Last week I started a series about how I use social media, starting with Twitter. This week I'm going to talk about Facebook.
What is Facebook?
They tell me that Facebook started out as a way for Harvard University students to keep in touch with each other, and slowly expanded to include pretty much anyone who wants to keep in contact with other people. I personally didn't see the point, but when I went to an eLearning conference a few years ago, and "Web 2.0" and how it could be used in eLearning was all the buzz. So, reluctantly, I signed up.
I think I initially had the same experience I've heard from many others, which is that I found a few friends and quickly became overwhelmed when they started throwing sheep at me and wanting me to take a million quizzes and play games I didn't see the point of, probably because I wasn't willing to give the games access to my personal information and so I never played them. This meant that I withdrew from Facebook for a good long time, since it seemed that people were demanding more and more of my time and I wasn't able to see much benefit from it.
The Power of Reunion
Enter my high school reunion. I've heard about reunions where no one had a good time and people all went away remembering why they never talk, but my most recent reunion was great. It reframed my entire high school experience for me, and I found hidden depths in my erstwhile classmates. So, I dug out my dusty Facebook login and reconnected with them. But I made a promise to myself–I was not going to respond to any requests for quizzes, karma, games, nothing.
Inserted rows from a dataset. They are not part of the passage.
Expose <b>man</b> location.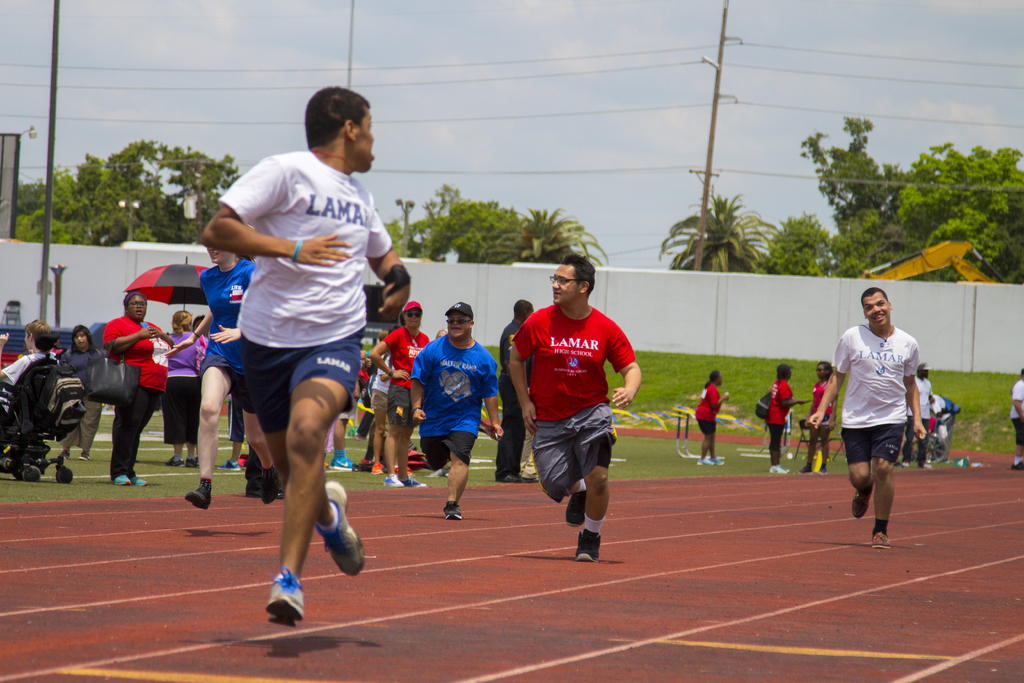
Exposed at [900,362,936,468].
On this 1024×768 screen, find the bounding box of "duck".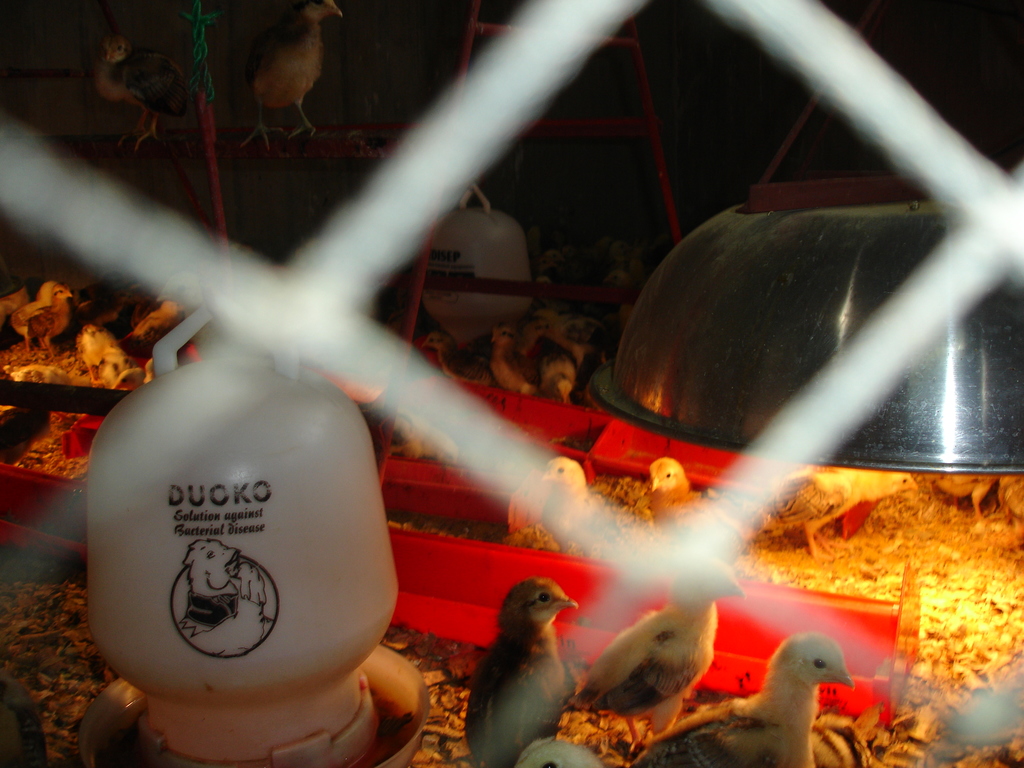
Bounding box: bbox=[650, 639, 848, 767].
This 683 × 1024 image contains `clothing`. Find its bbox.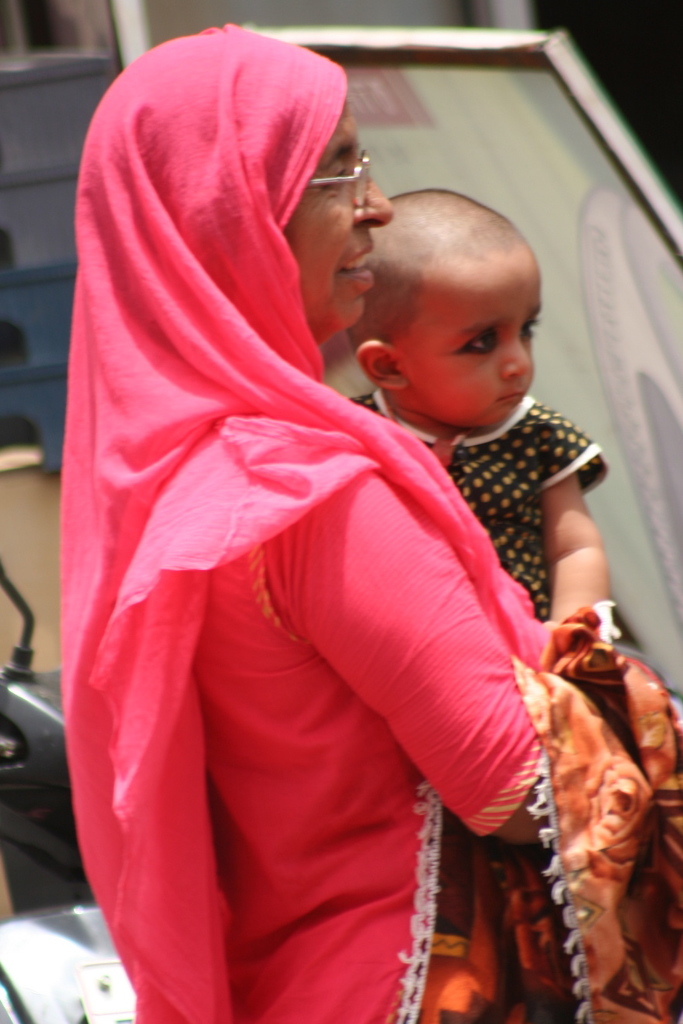
343, 387, 602, 621.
My experience this time was quite different. First, I wasn't wasting energy on all these requests to do things I didn't care about. The "Ignore" button became my friend, and I even found a "Hide" button where I could hide updates coming from quizzes, Farmville, Mafia Wars, etc.
The second thing was more subtle. As my circle of friends increased, I began to feel a part of communities I'd lost touch with–my high school classmates, obviously, my college classmates, and my eLearning friends. Suddenly I was getting tiny snippets from the lives of people I have known well in the past began to take the role of chance meetings in the supermarket, waving at each other in traffic, etc. I know many people don't find these contacts fascinating, but I personally love hearing that my childhood friend's son just turned ten, learning that the guy I always thought of as being a dumb jock is actually smart and thoughtful, or that the colleague I'd had beers with after hours at a conference is working for a company that might have an upcoming opening for someone with my skills.
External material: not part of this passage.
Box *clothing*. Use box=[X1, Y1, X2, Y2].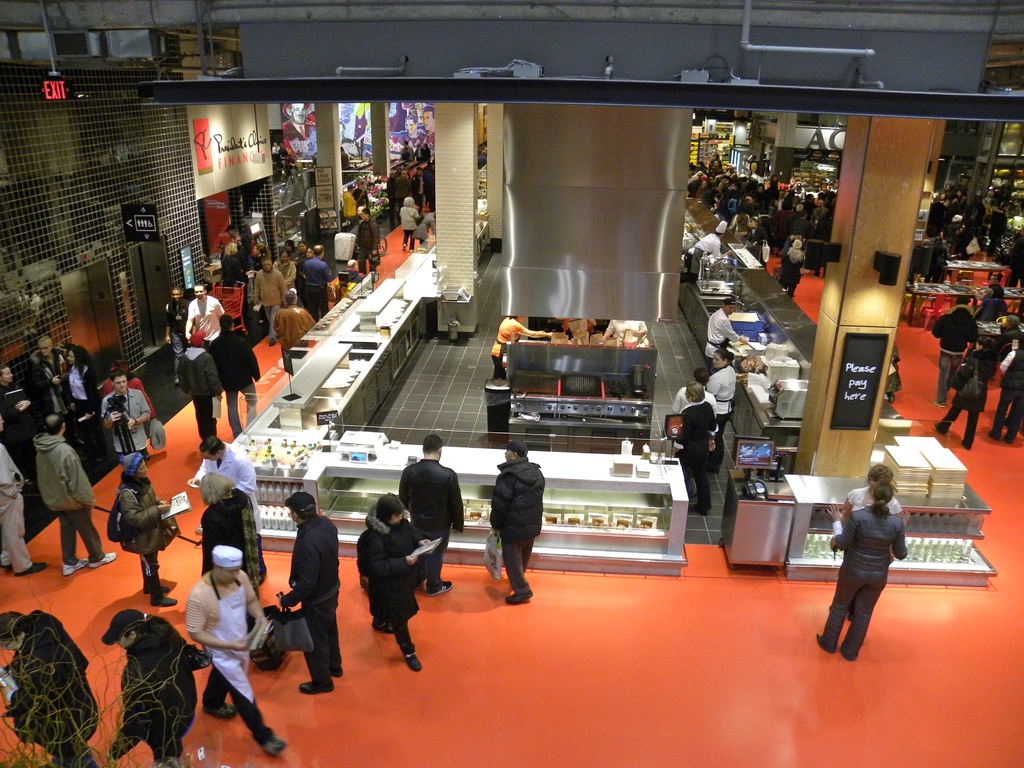
box=[276, 518, 344, 685].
But what does it do for me professionally?
Um...well. Honestly, I don't use Facebook professionally every day the way I do Twitter. Sure, I get a few pieces of professionally relevant information from links that my friends post each week. But by and large most of the professional contacts I keep up with on Facebook know me well enough that if they need to contact me directly, they have much better ways to do it than to go through Facebook.
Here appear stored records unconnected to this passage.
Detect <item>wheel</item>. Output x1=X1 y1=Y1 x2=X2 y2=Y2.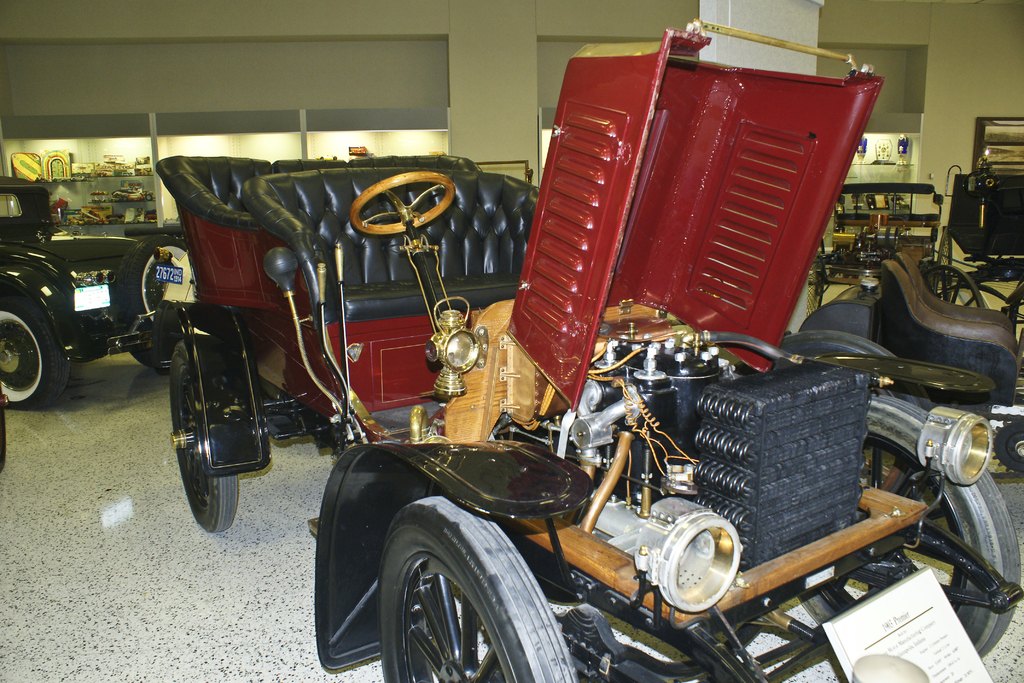
x1=349 y1=169 x2=453 y2=238.
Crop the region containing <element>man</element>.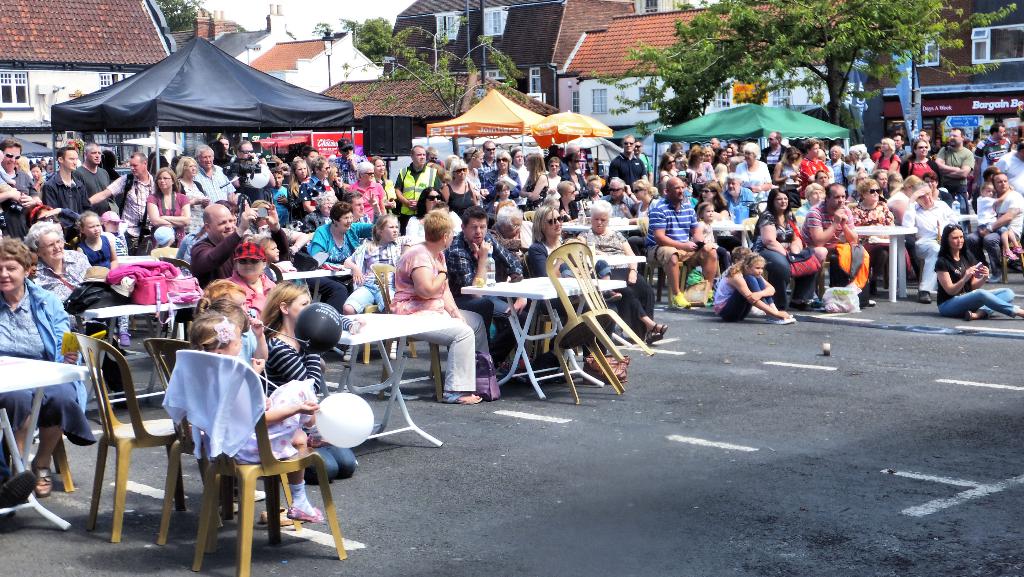
Crop region: box(92, 154, 152, 247).
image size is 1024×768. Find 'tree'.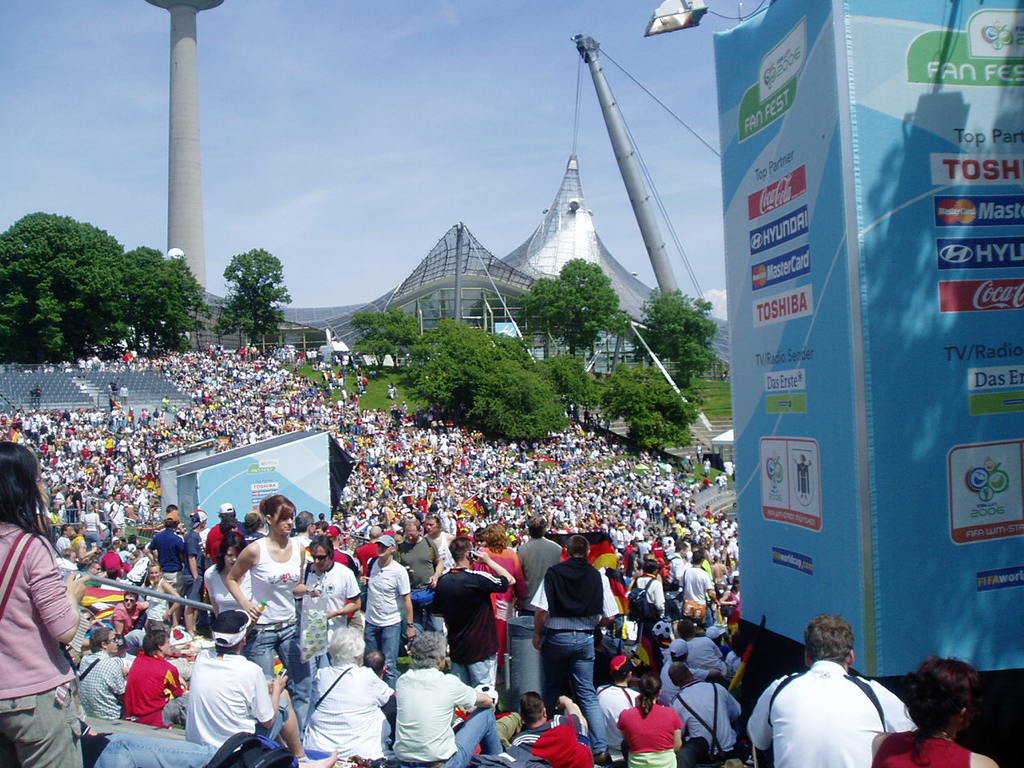
bbox=(646, 290, 717, 394).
I think the explanation for this is simple: Facebook enforces a two-way relationship. This means that I can only connect directly with people who also want to have a direct connection with me, and vice versa. This means that the default for Facebook is that I already have some kind of established relationship with nearly every person I'm friends with. So Facebook works well to cement connections I already have, but does not work to establish connections I want to have. This makes Facebook more akin to a local user group meeting and Twitter more like going off to a national conference.
There's value in deepening your connection to the same old faces, but somehow it feels more immediately valuable to add a lot of new contacts that you didn't know at all before.
The Opportunity of Facebook
The more I think about Facebook, the more I think that the opportunity in it lies in all of the parts I ruthlessly turn off. Clearly, millions of users are choosing not to ignore or hide the ubiquitous games and applications on Facebook. More and more companies are going to have a business model where they need Flash developers, AJAX developers, php developers, etc. And I think there's a certain amount of scope for individual developers to get their slice of the pie. In fact, I would not be at all surprised to find out that it's somewhat easier and potentially more lucrative to develop a Facebook application than developing iPhone/iPad application, then hoping it makes it past the gatekeepers at iTunes.
I keep telling myself that for once, I won't hide my friends' feeds to one of those games, and I'll try playing myself–out of developer's interest, of course. Maybe this week will be the week.